Beginning with the line that holds "pixels, height=642 pixels." and ending with the last line of the entries, please output each line exactly, apart from any pictures.

- [Dataset excerpts]
____________
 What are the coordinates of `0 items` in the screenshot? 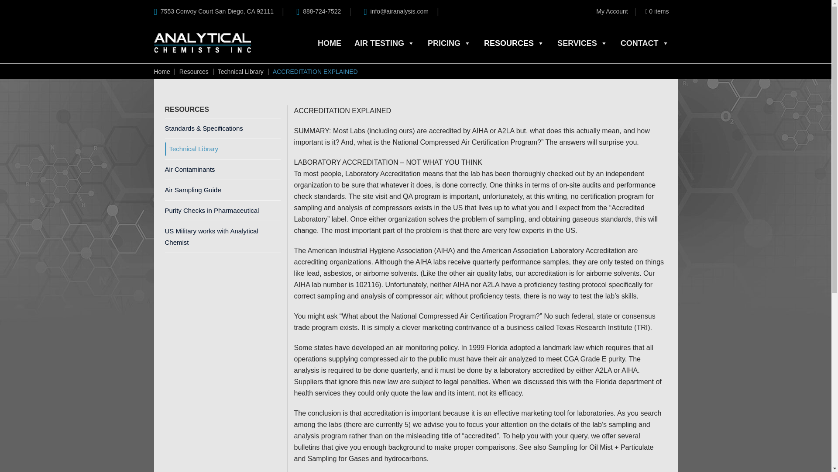 It's located at (657, 11).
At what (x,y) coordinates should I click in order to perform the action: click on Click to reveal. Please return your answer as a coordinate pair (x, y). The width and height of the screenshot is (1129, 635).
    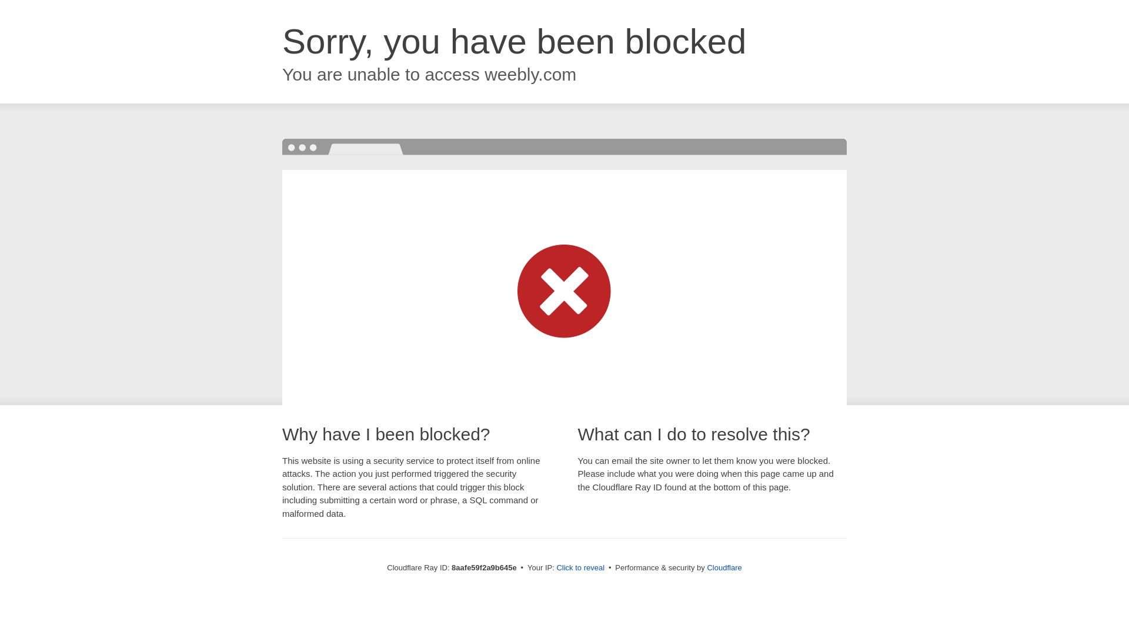
    Looking at the image, I should click on (580, 568).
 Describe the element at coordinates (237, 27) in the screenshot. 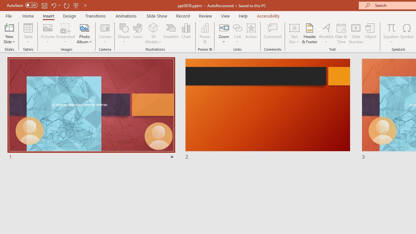

I see `Link` at that location.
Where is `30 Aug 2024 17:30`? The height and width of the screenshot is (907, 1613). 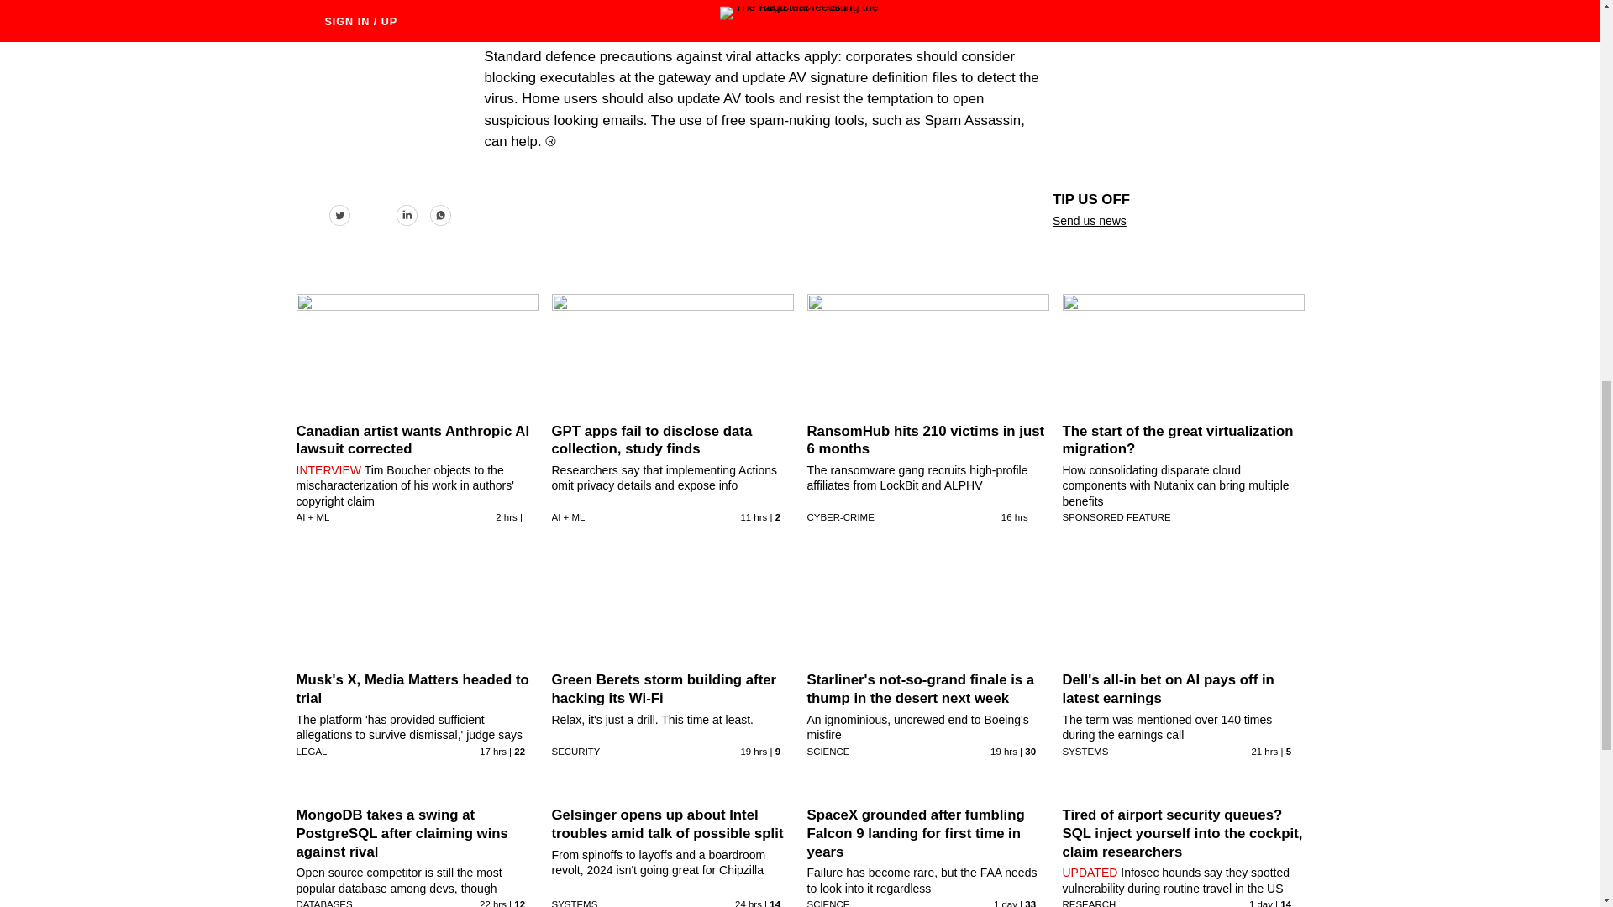
30 Aug 2024 17:30 is located at coordinates (492, 904).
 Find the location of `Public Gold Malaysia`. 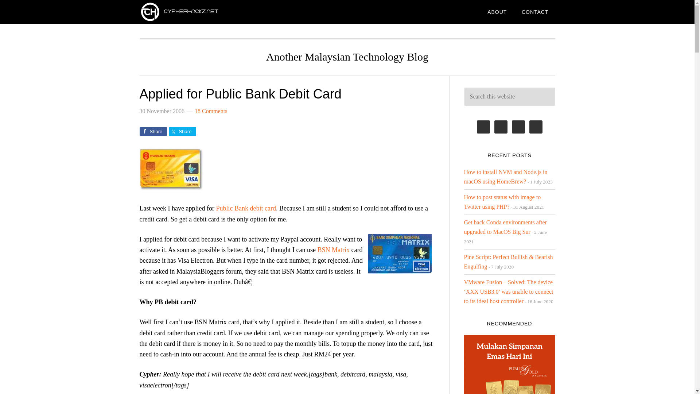

Public Gold Malaysia is located at coordinates (509, 365).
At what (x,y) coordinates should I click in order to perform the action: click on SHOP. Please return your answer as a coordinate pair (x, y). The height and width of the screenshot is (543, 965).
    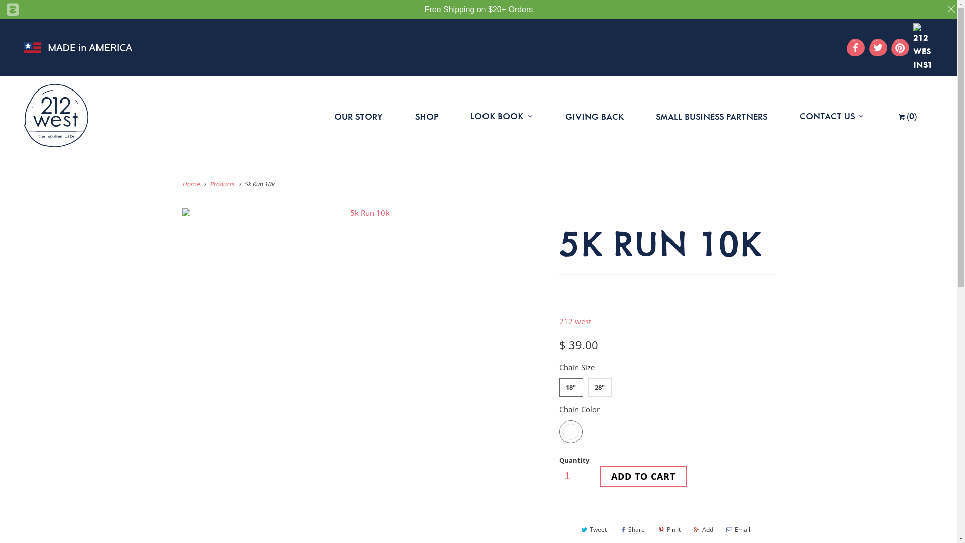
    Looking at the image, I should click on (427, 116).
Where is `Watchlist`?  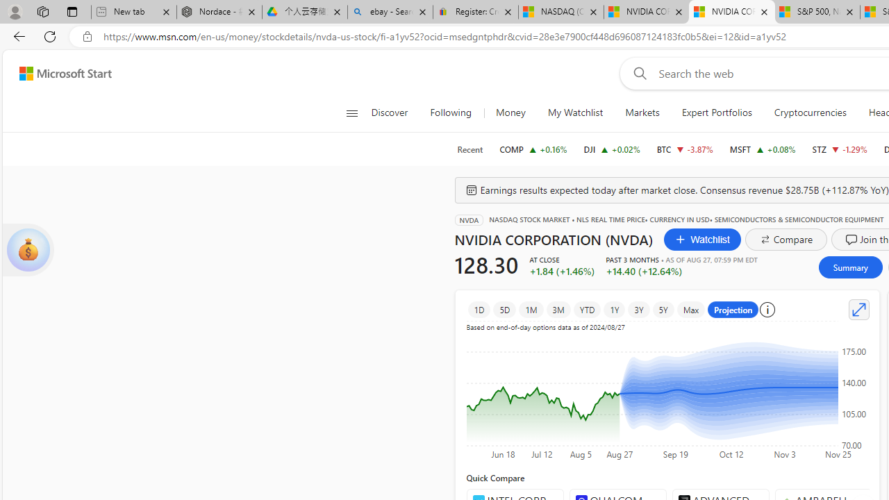
Watchlist is located at coordinates (703, 239).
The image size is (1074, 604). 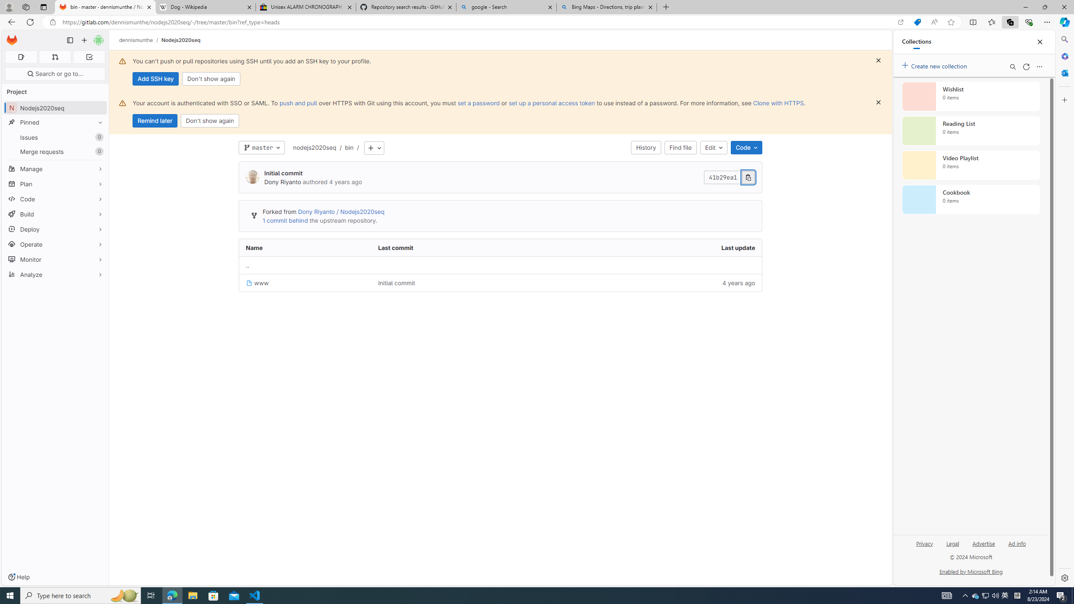 What do you see at coordinates (55, 151) in the screenshot?
I see `Merge requests 0` at bounding box center [55, 151].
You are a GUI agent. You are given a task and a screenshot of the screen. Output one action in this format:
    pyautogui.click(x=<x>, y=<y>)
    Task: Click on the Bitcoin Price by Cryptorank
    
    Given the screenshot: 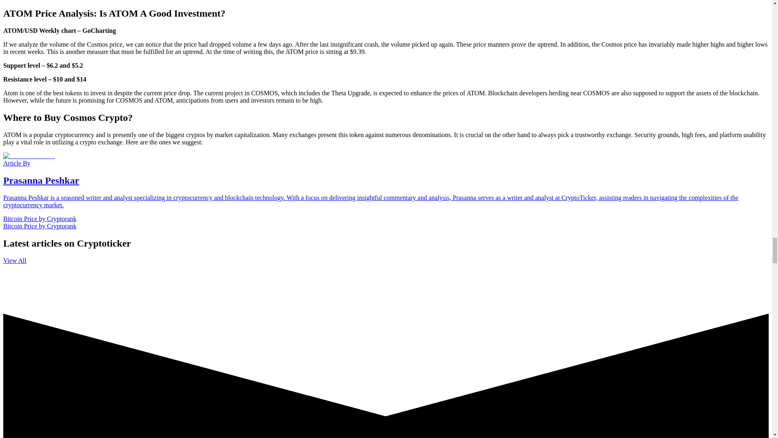 What is the action you would take?
    pyautogui.click(x=40, y=218)
    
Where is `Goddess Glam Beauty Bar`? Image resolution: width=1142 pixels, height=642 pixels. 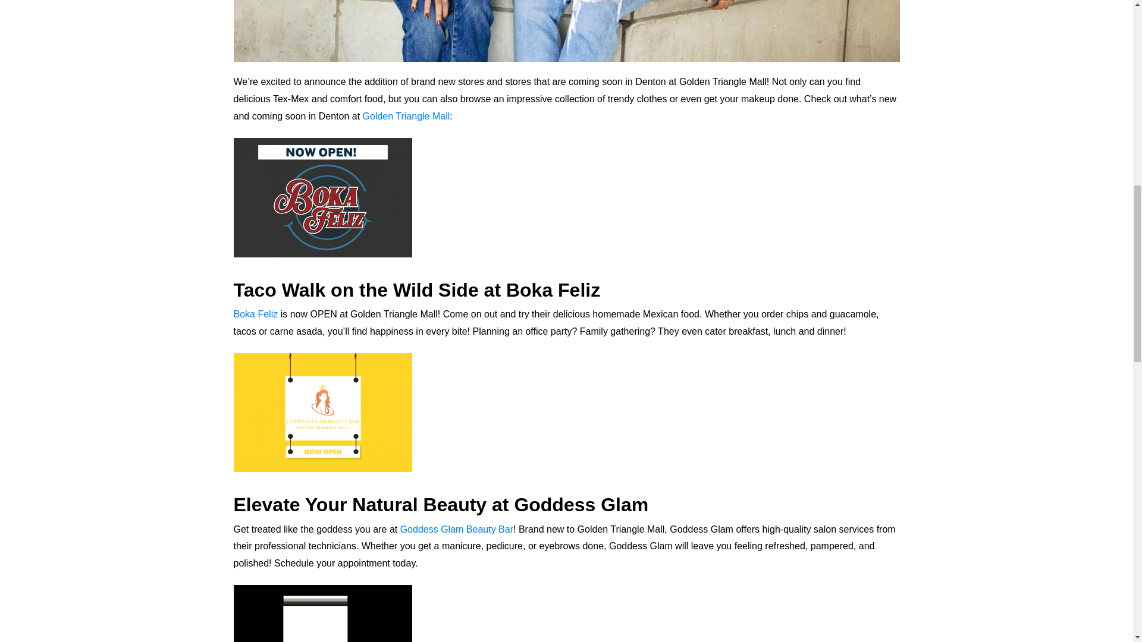
Goddess Glam Beauty Bar is located at coordinates (457, 529).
____________
- [Output for this task]
Where is `Goddess Glam Beauty Bar`? Image resolution: width=1142 pixels, height=642 pixels. 
Goddess Glam Beauty Bar is located at coordinates (457, 529).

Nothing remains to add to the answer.